Triple
T6944725
| Position | Surface form | Disambiguated ID | Type / Status |
|---|---|---|---|
| Subject | Bianca Maria Sforza |
E160766
|
entity |
| Predicate | instanceOf |
P0
|
FINISHED |
| Object | Queen consort of the Romans |
C2998
|
CONCEPT FINISHED |
How this triple was built (1 step)
Every LLM step that produced this triple, in pipeline order — named-entity classification, the disambiguation choices (the exact options shown, with the pick highlighted), and the generated description. The batch + timestamp of each is in the Provenance table below.
CD
Concept disambiguation
gpt-5-mini-2025-08-07
Target class: Queen consort of the Romans Context triple: [Bianca Maria Sforza, instanceOf, Queen consort of the Romans]
-
A.
Byzantine empress consort
A Byzantine empress consort was the wife of a reigning Byzantine emperor who held significant ceremonial, political, and sometimes religious influence at the imperial court, though her authority was formally derived from her marriage rather than direct rule.
-
B.
Holy Roman Empress consort
chosen
A Holy Roman Empress consort is the wife of a reigning Holy Roman Emperor, holding the empire’s highest female title and often exercising ceremonial, dynastic, and sometimes political influence within the Holy Roman Empire.
-
C.
Roman empress
A Roman empress is the wife or female counterpart of a Roman emperor, often wielding significant political, social, and cultural influence within the imperial court and broader empire.
-
D.
Empress consort of Russia
The Empress consort of Russia was the wife of the reigning Russian emperor (tsar), holding a high ceremonial and social status at court, often influencing politics, culture, and dynastic affairs without ruling in her own right.
-
E.
Byzantine empress
A Byzantine empress is the imperial consort or reigning female sovereign of the Byzantine Empire, wielding varying degrees of political, ceremonial, and cultural influence within the court and empire.
- F. None of above.
Provenance (1 batch)
The batch behind each pipeline step, in order, with when it ran. Timestamps are batch-level — stages were processed in waves, so the object chain (NER → NED1 → NEDg → NED2) reads in order, but predicate / elicitation batches can sit in a different wave.
| Step | Stage | Batch ID | Status | When |
|---|---|---|---|---|
| creating | Elicitation | batch_69c6884f3db4819080ad65da69386206 |
completed | March 27, 2026, 1:38 p.m. |
Created at: March 27, 2026, 2:28 p.m.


- YOUR ASSIGNMENT -
Find all the lines in the entries below that hold the word "values" and copy them.
+===+
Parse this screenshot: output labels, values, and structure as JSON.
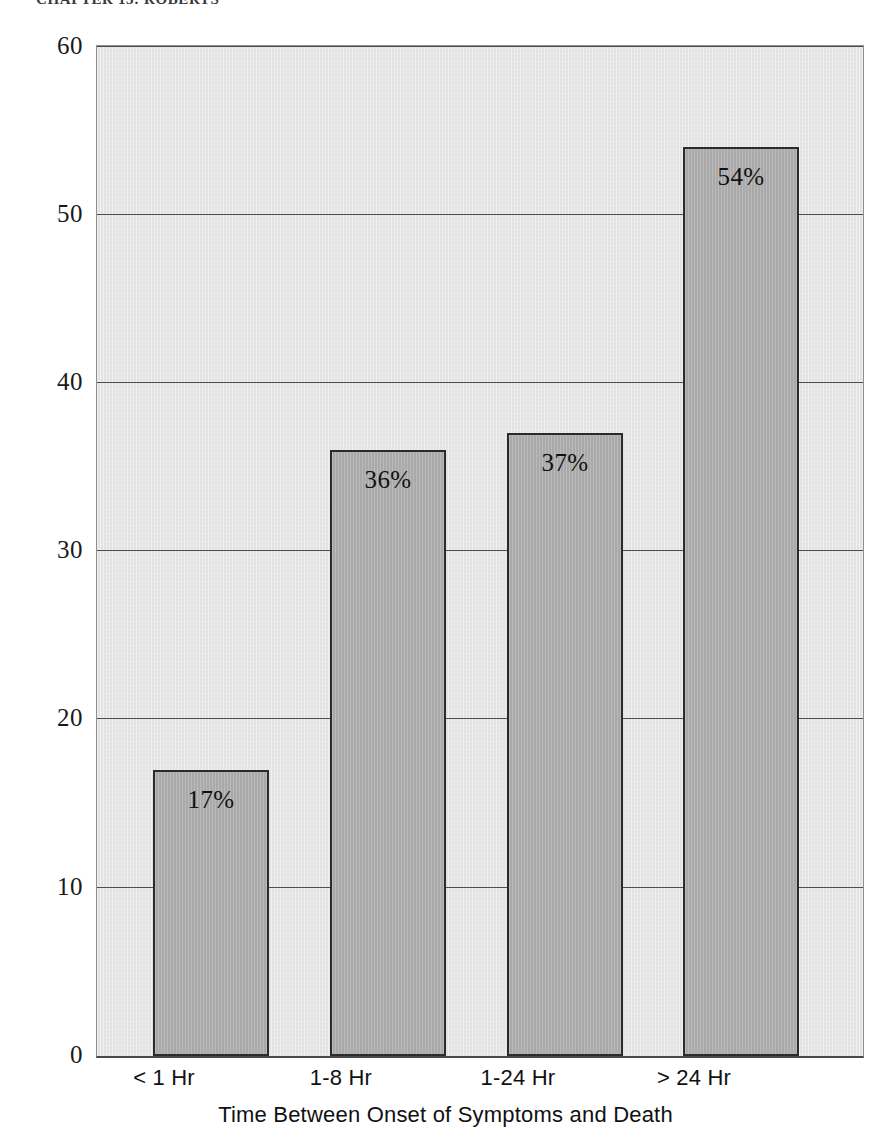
{
  "page": {
    "running_head": "CHAPTER 13: ROBERTS"
  },
  "chart_data": {
    "type": "bar",
    "title": "",
    "subtitle": "",
    "xlabel": "Time Between Onset of Symptoms and Death",
    "ylabel": "Percent with Thrombi",
    "categories": [
      "< 1 Hr",
      "1-8 Hr",
      "1-24 Hr",
      "> 24 Hr"
    ],
    "values": [
      17,
      36,
      37,
      54
    ],
    "value_labels": [
      "17%",
      "36%",
      "37%",
      "54%"
    ],
    "ylim": [
      0,
      60
    ],
    "yticks": [
      0,
      10,
      20,
      30,
      40,
      50,
      60
    ],
    "ytick_labels": [
      "0",
      "10",
      "20",
      "30",
      "40",
      "50",
      "60"
    ],
    "grid": true,
    "grid_axis": "y",
    "legend": false,
    "legend_position": "none",
    "bar_fill_color": "#a9a9a9",
    "bar_edge_color": "#2b2b2b",
    "plot_background_color": "#e4e4e4",
    "gridline_color": "#4e4e4e",
    "text_color": "#111111"
  }
}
+===+
- WRITTEN SOLUTION -
Parse this screenshot: output labels, values, and structure as JSON.
    "values": [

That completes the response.